GIVEN RECORDS:
################
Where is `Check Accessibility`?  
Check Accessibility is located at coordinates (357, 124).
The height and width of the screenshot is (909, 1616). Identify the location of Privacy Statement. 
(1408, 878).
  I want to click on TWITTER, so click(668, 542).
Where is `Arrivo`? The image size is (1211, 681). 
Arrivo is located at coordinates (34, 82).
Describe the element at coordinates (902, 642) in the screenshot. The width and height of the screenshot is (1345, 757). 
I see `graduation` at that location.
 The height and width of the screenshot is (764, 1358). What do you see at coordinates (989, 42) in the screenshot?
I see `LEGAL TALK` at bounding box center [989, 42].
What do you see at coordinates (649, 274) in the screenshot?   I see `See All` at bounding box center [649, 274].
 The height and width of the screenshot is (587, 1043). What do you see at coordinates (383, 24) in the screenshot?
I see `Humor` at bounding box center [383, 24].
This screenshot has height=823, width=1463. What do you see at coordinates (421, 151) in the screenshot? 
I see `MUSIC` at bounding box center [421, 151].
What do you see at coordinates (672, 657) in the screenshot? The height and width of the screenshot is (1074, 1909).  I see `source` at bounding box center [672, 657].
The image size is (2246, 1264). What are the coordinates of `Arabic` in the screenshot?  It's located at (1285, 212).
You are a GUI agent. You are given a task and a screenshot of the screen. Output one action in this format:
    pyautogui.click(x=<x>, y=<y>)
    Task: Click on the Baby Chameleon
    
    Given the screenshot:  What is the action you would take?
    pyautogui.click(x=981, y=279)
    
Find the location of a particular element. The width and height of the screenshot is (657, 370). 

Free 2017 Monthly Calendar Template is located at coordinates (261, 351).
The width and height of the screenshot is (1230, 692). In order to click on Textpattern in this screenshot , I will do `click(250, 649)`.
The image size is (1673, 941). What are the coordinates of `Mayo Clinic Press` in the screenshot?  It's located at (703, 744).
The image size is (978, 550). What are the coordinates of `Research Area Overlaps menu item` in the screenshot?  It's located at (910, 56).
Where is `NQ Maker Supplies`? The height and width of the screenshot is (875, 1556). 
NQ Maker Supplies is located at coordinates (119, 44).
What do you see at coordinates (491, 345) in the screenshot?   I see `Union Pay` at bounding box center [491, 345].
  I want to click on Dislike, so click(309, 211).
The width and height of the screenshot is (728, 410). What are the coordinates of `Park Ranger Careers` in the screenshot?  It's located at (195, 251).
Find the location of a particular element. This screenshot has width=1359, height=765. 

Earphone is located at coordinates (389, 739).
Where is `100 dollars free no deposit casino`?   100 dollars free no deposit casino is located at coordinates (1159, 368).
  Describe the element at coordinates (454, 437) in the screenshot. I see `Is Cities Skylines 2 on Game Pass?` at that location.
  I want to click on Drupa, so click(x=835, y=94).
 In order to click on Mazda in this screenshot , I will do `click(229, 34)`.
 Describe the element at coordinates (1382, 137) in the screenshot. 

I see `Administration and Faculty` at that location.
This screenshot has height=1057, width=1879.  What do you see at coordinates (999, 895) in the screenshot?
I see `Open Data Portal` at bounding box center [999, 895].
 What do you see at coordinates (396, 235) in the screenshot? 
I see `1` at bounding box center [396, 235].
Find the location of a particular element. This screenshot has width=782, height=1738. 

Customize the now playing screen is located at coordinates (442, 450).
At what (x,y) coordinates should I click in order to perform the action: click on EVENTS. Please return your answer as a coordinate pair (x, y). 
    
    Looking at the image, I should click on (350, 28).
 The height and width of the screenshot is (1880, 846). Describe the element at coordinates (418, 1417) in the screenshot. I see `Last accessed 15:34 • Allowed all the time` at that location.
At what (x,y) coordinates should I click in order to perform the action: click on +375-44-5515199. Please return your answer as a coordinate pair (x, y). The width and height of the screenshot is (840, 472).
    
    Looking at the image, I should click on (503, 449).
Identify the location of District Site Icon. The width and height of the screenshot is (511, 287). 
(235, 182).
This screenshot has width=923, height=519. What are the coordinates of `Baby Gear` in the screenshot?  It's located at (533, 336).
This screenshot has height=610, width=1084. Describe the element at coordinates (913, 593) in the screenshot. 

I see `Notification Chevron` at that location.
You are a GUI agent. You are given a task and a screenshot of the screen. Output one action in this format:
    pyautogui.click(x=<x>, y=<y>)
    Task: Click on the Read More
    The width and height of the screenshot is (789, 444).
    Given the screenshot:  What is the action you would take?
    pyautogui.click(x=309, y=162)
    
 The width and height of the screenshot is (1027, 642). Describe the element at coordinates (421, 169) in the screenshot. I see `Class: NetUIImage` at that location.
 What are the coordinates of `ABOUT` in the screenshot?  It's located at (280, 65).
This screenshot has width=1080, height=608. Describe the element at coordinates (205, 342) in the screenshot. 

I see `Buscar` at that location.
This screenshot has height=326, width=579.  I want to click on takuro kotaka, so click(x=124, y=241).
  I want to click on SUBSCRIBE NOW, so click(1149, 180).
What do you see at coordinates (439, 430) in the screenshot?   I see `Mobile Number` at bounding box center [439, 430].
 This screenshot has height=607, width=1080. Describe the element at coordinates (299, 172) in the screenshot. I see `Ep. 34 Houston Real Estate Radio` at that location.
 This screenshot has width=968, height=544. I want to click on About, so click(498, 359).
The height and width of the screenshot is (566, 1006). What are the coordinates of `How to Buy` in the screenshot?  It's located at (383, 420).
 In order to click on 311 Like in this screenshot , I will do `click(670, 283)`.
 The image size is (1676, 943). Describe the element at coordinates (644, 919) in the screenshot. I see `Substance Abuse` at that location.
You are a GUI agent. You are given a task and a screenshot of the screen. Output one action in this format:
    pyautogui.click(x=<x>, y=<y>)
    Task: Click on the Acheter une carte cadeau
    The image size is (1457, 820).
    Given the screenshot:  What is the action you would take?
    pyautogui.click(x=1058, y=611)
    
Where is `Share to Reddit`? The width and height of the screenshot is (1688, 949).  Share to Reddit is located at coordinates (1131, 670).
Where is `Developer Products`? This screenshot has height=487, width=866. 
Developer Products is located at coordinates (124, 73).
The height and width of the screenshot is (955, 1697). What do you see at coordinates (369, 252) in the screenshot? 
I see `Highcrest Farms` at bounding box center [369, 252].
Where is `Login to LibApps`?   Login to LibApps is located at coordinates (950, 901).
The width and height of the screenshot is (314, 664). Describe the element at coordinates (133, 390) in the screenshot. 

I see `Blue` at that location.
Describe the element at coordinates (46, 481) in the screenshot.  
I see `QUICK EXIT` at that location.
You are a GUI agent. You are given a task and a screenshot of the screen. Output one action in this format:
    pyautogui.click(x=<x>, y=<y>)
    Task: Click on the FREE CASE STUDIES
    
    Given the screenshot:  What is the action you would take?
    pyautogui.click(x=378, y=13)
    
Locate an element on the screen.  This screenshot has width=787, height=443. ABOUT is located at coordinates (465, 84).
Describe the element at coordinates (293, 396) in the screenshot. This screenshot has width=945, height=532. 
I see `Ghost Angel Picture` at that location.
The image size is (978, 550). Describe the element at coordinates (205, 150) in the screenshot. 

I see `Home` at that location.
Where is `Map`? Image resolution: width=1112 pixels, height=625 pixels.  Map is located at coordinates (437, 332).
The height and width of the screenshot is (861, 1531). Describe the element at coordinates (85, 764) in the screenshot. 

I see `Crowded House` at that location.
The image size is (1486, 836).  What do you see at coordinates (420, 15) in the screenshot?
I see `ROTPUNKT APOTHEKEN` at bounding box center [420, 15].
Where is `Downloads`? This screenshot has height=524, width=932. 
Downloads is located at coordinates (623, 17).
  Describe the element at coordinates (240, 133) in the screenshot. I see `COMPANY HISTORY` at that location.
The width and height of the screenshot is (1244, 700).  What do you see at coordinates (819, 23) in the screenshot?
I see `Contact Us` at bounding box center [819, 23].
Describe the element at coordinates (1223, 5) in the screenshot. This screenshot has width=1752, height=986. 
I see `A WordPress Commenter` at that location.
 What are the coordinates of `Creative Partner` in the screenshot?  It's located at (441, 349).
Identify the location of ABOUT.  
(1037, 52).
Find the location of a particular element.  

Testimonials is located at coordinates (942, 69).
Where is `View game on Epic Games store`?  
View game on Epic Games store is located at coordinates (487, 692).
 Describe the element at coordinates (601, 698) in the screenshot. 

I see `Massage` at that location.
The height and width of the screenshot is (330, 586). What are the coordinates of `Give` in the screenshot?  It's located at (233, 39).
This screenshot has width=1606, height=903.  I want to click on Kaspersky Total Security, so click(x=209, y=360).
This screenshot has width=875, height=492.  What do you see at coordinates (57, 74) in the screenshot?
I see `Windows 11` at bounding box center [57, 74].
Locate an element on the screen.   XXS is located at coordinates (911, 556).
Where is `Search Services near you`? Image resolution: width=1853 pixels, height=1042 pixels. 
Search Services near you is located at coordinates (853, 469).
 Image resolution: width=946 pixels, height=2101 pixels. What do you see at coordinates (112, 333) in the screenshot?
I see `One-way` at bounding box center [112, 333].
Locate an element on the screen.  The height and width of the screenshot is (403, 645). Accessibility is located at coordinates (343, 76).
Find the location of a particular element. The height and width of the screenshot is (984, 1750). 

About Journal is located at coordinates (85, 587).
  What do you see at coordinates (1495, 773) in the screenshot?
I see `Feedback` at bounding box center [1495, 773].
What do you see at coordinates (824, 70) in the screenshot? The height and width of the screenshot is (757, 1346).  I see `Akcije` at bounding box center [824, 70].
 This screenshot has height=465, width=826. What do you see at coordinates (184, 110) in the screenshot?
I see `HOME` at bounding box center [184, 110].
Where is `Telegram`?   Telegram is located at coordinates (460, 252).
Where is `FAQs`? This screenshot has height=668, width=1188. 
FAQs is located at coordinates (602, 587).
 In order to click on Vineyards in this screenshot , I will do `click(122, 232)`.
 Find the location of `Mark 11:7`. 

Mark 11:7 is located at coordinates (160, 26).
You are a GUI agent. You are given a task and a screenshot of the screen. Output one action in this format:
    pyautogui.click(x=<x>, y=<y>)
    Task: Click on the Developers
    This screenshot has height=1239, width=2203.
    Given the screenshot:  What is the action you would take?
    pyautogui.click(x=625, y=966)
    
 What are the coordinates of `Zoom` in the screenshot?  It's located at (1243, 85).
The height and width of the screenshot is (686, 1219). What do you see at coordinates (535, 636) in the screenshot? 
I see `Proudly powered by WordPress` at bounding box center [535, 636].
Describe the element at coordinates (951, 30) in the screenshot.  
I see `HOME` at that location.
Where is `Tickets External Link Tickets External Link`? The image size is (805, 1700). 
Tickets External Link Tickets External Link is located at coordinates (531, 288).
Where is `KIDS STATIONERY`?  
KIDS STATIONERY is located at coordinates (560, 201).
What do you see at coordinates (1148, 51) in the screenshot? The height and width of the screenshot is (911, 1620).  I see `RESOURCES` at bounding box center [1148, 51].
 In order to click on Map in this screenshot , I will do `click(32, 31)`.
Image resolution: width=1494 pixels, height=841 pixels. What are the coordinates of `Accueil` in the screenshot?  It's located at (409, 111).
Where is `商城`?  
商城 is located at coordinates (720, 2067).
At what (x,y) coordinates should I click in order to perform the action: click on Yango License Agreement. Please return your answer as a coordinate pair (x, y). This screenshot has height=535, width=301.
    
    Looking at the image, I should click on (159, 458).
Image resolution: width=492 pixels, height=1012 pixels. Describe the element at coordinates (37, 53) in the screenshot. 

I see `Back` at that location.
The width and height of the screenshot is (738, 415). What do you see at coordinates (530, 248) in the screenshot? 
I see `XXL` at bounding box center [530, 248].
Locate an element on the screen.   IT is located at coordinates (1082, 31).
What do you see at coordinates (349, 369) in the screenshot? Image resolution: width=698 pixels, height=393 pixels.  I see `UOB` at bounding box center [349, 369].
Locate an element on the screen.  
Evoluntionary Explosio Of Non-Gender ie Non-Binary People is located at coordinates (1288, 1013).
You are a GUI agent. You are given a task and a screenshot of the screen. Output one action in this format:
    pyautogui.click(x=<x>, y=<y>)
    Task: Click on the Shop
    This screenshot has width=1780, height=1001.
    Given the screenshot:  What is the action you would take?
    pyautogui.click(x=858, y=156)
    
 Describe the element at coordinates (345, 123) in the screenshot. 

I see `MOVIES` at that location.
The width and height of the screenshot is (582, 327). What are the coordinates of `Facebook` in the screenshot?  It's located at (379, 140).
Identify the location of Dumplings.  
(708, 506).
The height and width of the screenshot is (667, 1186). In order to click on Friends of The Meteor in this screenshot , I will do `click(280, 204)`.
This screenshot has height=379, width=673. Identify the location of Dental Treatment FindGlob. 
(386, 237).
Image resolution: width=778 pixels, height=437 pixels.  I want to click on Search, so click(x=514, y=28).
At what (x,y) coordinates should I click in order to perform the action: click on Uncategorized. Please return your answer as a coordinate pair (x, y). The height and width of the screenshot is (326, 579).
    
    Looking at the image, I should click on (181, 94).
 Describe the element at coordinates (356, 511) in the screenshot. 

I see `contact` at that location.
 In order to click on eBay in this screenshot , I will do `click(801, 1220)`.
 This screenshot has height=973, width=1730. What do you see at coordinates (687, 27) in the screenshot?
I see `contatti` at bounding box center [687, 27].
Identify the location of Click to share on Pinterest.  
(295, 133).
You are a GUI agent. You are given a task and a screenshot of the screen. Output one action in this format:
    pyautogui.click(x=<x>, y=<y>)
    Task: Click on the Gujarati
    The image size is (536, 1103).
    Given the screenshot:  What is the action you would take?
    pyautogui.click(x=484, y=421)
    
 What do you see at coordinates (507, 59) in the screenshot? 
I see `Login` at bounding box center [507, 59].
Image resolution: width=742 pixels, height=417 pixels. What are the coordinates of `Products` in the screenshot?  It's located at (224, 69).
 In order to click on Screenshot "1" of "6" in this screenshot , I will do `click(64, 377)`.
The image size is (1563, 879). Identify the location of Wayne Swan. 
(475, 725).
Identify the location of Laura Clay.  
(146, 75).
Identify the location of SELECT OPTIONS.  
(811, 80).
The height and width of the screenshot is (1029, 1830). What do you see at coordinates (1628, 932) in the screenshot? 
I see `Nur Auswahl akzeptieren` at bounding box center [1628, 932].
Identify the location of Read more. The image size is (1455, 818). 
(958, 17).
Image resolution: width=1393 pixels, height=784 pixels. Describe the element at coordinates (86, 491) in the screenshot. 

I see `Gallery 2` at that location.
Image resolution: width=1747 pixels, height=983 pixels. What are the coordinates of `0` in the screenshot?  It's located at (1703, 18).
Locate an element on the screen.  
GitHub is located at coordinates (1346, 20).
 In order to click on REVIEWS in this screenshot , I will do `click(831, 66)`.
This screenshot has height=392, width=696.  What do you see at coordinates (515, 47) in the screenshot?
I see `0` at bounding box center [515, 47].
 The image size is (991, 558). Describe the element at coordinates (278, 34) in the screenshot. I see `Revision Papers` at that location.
################
HOW TO COMPLETE THIS TASK: Go through the entries and filter for lines holding the word "Baby"; copy each match.

TASK RESPONSE:
    Task: Click on the Baby Chameleon
This screenshot has width=923, height=519. What are the coordinates of `Baby Gear` in the screenshot?  It's located at (533, 336).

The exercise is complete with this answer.